Let your vulnerability make you a stronger leader

Let your vulnerability make you a stronger leader

The idea that employees should leave their personal struggles at the door when they show up at work is one that should be left in the past — being vulnerable can lead to deeper connections between workers and leaders that make the workplace stronger.

The conversation around mental health has been top of mind over the last few years, and now more than ever, people feel safe sharing their challenges and asking for the right benefits to help overcome them. Tennis champion Naomi Osaka knows first-hand how important mental health care is to wellness, and she’s working with Modern Health to provide education and advocacy around mental health for the whole family. As a new mom, that work is especially relevant, she says.

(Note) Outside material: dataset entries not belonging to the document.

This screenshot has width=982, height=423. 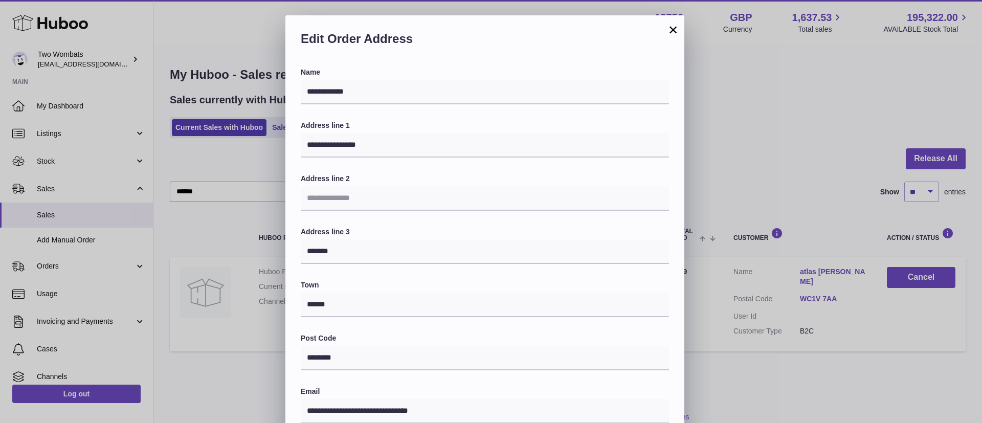 I want to click on label: Address line 1, so click(x=485, y=125).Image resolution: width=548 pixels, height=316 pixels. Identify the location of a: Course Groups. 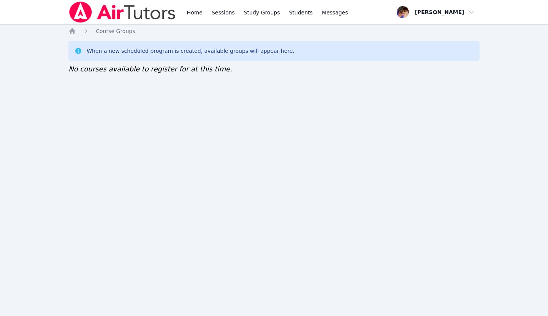
(115, 31).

“I’m already feeling the stresses of parenthood,” says Osaka. “I can only imagine the mental health toll that many working parents face on a daily basis. For working parents to be fully at ease, it’s important that their children and dependents have access to mental health care.”

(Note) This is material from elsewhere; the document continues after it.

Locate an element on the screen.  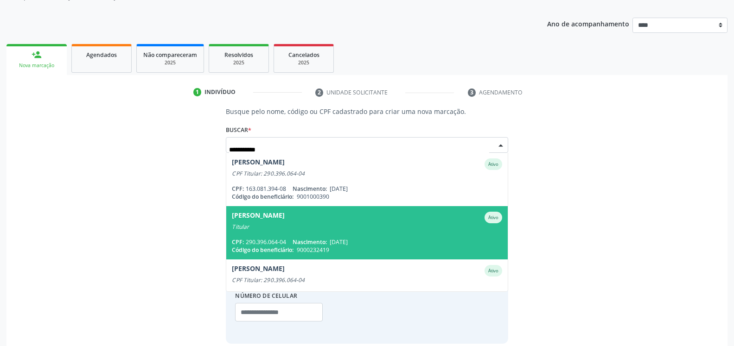
label: Número de celular is located at coordinates (266, 296).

While mental health disorders are challenging to discuss, it’s crucial to getting employees the help that could potentially save their lives. For those struggling with substance use disorders, the mental, physical and financial toll this can take on the workforce is staggering: Over 46 million Americans have been diagnosed with a substance abuse disorder, costing employers $81 billion every year through drops in productivity, absenteeism, turnover and recruitment costs, healthcare costs, workplace accidents and disability and workers’ compensation.

“Employees usually think that the management is out to get them, and if they use [a treatment] program, they will get fired,” says says AJ Black, director of business development at Lionrock Recovery, a telehealth solution for addiction recovery.

While leaders are often the ones offering support, they can benefit from receiving it, too. Paul Wolfe, the former CHRO at Indeed, had been living with obsessive compulsive disorder for over 15 years before he decided to share his diagnosis in the workplace. Through a company-wide newsletter, Wolfe shared what he was going through, and it changed the nature of his role as a leader forever.

“I had been vulnerable, which is not normal of an executive leader. I bared my soul to 12,000 people, not all of whom knew me. But then I asked myself, why wouldn’t I [share this]?” he says.

Sometimes it’s the smallest gestures that can make the biggest difference for employees. A simple weekly check-in asking how employees are holding up and what they need can open the floodgates to the type of support and solutions that make the biggest impact. Balancing both the head and the heart at work can lead to conversations that really matter.